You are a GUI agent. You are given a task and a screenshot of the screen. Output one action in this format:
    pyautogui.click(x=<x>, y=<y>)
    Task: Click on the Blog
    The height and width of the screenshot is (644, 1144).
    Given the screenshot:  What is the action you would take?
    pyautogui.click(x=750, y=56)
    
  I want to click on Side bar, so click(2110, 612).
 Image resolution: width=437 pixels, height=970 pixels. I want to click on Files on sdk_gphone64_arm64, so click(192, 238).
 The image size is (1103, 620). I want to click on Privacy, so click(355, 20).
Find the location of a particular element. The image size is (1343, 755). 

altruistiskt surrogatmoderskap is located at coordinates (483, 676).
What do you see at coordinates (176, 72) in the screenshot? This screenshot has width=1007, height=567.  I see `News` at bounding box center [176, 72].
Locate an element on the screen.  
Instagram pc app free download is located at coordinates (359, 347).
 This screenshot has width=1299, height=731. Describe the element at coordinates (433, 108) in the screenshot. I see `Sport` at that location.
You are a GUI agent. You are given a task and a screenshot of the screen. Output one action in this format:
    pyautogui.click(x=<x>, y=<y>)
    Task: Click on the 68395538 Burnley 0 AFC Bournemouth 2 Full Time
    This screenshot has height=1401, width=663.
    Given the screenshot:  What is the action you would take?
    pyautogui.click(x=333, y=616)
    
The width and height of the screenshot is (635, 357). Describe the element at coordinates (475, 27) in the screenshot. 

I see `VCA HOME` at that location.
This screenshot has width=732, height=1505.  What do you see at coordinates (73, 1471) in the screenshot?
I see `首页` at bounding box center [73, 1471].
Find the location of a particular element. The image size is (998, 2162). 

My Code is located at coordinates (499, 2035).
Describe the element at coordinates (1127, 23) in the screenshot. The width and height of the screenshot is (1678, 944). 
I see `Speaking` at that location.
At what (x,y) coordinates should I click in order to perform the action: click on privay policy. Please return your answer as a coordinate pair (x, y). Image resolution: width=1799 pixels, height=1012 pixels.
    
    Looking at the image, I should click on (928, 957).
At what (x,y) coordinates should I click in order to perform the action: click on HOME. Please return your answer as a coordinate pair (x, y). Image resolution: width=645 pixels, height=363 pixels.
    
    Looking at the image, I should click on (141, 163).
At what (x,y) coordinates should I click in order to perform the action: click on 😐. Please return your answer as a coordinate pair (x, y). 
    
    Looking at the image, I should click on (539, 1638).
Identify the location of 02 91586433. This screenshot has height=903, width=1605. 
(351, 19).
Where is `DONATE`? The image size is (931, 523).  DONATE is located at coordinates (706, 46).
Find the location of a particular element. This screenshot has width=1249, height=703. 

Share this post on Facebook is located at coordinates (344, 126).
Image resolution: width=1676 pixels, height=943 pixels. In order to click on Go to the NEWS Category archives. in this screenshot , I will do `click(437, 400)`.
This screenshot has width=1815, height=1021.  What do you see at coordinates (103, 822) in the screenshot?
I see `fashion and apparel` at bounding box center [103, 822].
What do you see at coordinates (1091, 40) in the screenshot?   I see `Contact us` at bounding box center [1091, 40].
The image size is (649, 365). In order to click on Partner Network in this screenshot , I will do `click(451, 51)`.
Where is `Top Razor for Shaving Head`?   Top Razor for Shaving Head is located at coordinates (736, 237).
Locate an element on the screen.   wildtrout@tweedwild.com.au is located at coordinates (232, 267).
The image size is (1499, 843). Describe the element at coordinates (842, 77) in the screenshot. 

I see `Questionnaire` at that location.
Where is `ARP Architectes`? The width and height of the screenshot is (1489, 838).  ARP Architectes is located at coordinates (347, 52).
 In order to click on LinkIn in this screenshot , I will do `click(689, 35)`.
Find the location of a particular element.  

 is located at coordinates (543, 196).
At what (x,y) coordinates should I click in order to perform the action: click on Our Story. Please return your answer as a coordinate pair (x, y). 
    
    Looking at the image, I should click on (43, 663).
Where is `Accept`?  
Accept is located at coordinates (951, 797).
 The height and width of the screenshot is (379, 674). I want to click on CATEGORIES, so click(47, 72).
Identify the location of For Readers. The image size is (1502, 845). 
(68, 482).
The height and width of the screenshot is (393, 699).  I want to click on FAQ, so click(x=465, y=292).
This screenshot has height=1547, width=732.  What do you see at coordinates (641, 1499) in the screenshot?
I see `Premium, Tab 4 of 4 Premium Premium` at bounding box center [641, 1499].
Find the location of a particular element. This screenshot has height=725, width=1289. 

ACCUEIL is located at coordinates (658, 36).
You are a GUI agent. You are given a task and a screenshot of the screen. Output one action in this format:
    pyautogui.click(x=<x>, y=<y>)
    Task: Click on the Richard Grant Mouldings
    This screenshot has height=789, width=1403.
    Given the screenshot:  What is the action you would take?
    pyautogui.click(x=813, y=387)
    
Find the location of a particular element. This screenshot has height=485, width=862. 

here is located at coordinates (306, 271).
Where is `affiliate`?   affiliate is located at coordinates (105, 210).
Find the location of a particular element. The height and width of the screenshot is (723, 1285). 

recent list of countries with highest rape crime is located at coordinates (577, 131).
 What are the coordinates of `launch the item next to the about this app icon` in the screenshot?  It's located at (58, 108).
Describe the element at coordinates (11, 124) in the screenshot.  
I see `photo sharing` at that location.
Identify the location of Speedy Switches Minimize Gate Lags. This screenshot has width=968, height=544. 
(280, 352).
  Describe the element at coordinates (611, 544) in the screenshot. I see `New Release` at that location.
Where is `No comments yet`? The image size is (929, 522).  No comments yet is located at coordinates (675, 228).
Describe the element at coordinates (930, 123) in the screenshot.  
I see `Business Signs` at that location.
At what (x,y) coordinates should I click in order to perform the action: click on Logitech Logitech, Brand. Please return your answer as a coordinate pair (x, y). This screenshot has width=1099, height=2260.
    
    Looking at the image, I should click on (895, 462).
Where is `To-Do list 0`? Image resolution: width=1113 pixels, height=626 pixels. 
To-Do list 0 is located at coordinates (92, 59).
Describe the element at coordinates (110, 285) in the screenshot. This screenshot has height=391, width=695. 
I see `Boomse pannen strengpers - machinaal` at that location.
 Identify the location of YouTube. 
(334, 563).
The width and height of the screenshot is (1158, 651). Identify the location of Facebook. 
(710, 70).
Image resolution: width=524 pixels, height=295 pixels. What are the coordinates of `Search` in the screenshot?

* * *

EXERCISE ▸ Word for word, set down all of the records above.

TASK SOLUTION ▸
You are a GUI agent. You are given a task and a screenshot of the screen. Output one action in this format:
    pyautogui.click(x=<x>, y=<y>)
    Task: Click on the Blog
    The height and width of the screenshot is (644, 1144).
    Given the screenshot:  What is the action you would take?
    pyautogui.click(x=750, y=56)
    
  I want to click on Side bar, so click(2110, 612).
 Image resolution: width=437 pixels, height=970 pixels. I want to click on Files on sdk_gphone64_arm64, so click(192, 238).
 The image size is (1103, 620). I want to click on Privacy, so click(355, 20).
Find the location of a particular element. The image size is (1343, 755). 

altruistiskt surrogatmoderskap is located at coordinates (483, 676).
What do you see at coordinates (176, 72) in the screenshot? This screenshot has width=1007, height=567.  I see `News` at bounding box center [176, 72].
Locate an element on the screen.  
Instagram pc app free download is located at coordinates (359, 347).
 This screenshot has width=1299, height=731. Describe the element at coordinates (433, 108) in the screenshot. I see `Sport` at that location.
You are a GUI agent. You are given a task and a screenshot of the screen. Output one action in this format:
    pyautogui.click(x=<x>, y=<y>)
    Task: Click on the 68395538 Burnley 0 AFC Bournemouth 2 Full Time
    This screenshot has height=1401, width=663.
    Given the screenshot:  What is the action you would take?
    pyautogui.click(x=333, y=616)
    
The width and height of the screenshot is (635, 357). Describe the element at coordinates (475, 27) in the screenshot. 

I see `VCA HOME` at that location.
This screenshot has width=732, height=1505.  What do you see at coordinates (73, 1471) in the screenshot?
I see `首页` at bounding box center [73, 1471].
Find the location of a particular element. The image size is (998, 2162). 

My Code is located at coordinates (499, 2035).
Describe the element at coordinates (1127, 23) in the screenshot. The width and height of the screenshot is (1678, 944). 
I see `Speaking` at that location.
At what (x,y) coordinates should I click in order to perform the action: click on privay policy. Please return your answer as a coordinate pair (x, y). Image resolution: width=1799 pixels, height=1012 pixels.
    
    Looking at the image, I should click on (928, 957).
At what (x,y) coordinates should I click in order to perform the action: click on HOME. Please return your answer as a coordinate pair (x, y). Image resolution: width=645 pixels, height=363 pixels.
    
    Looking at the image, I should click on (141, 163).
At what (x,y) coordinates should I click in order to perform the action: click on 😐. Please return your answer as a coordinate pair (x, y). 
    
    Looking at the image, I should click on (539, 1638).
Identify the location of 02 91586433. This screenshot has height=903, width=1605. 
(351, 19).
Where is `DONATE`? The image size is (931, 523).  DONATE is located at coordinates (706, 46).
Find the location of a particular element. This screenshot has width=1249, height=703. 

Share this post on Facebook is located at coordinates (344, 126).
Image resolution: width=1676 pixels, height=943 pixels. In order to click on Go to the NEWS Category archives. in this screenshot , I will do `click(437, 400)`.
This screenshot has width=1815, height=1021.  What do you see at coordinates (103, 822) in the screenshot?
I see `fashion and apparel` at bounding box center [103, 822].
What do you see at coordinates (1091, 40) in the screenshot?   I see `Contact us` at bounding box center [1091, 40].
The image size is (649, 365). In order to click on Partner Network in this screenshot , I will do `click(451, 51)`.
Where is `Top Razor for Shaving Head`?   Top Razor for Shaving Head is located at coordinates (736, 237).
Locate an element on the screen.   wildtrout@tweedwild.com.au is located at coordinates (232, 267).
The image size is (1499, 843). Describe the element at coordinates (842, 77) in the screenshot. 

I see `Questionnaire` at that location.
Where is `ARP Architectes`? The width and height of the screenshot is (1489, 838).  ARP Architectes is located at coordinates (347, 52).
 In order to click on LinkIn in this screenshot , I will do `click(689, 35)`.
Find the location of a particular element.  

 is located at coordinates (543, 196).
At what (x,y) coordinates should I click in order to perform the action: click on Our Story. Please return your answer as a coordinate pair (x, y). 
    
    Looking at the image, I should click on (43, 663).
Where is `Accept`?  
Accept is located at coordinates (951, 797).
 The height and width of the screenshot is (379, 674). I want to click on CATEGORIES, so click(47, 72).
Identify the location of For Readers. The image size is (1502, 845). 
(68, 482).
The height and width of the screenshot is (393, 699).  I want to click on FAQ, so click(x=465, y=292).
This screenshot has height=1547, width=732.  What do you see at coordinates (641, 1499) in the screenshot?
I see `Premium, Tab 4 of 4 Premium Premium` at bounding box center [641, 1499].
Find the location of a particular element. This screenshot has height=725, width=1289. 

ACCUEIL is located at coordinates (658, 36).
You are a GUI agent. You are given a task and a screenshot of the screen. Output one action in this format:
    pyautogui.click(x=<x>, y=<y>)
    Task: Click on the Richard Grant Mouldings
    This screenshot has height=789, width=1403.
    Given the screenshot:  What is the action you would take?
    pyautogui.click(x=813, y=387)
    
Find the location of a particular element. This screenshot has height=485, width=862. 

here is located at coordinates (306, 271).
Where is `affiliate`?   affiliate is located at coordinates (105, 210).
Find the location of a particular element. The height and width of the screenshot is (723, 1285). 

recent list of countries with highest rape crime is located at coordinates (577, 131).
 What are the coordinates of `launch the item next to the about this app icon` in the screenshot?  It's located at (58, 108).
Describe the element at coordinates (11, 124) in the screenshot.  
I see `photo sharing` at that location.
Identify the location of Speedy Switches Minimize Gate Lags. This screenshot has width=968, height=544. 
(280, 352).
  Describe the element at coordinates (611, 544) in the screenshot. I see `New Release` at that location.
Where is `No comments yet`? The image size is (929, 522).  No comments yet is located at coordinates (675, 228).
Describe the element at coordinates (930, 123) in the screenshot.  
I see `Business Signs` at that location.
At what (x,y) coordinates should I click in order to perform the action: click on Logitech Logitech, Brand. Please return your answer as a coordinate pair (x, y). This screenshot has width=1099, height=2260.
    
    Looking at the image, I should click on (895, 462).
Where is `To-Do list 0`? Image resolution: width=1113 pixels, height=626 pixels. 
To-Do list 0 is located at coordinates (92, 59).
Describe the element at coordinates (110, 285) in the screenshot. This screenshot has height=391, width=695. 
I see `Boomse pannen strengpers - machinaal` at that location.
 Identify the location of YouTube. 
(334, 563).
The width and height of the screenshot is (1158, 651). Identify the location of Facebook. 
(710, 70).
Image resolution: width=524 pixels, height=295 pixels. What are the coordinates of `Search` in the screenshot?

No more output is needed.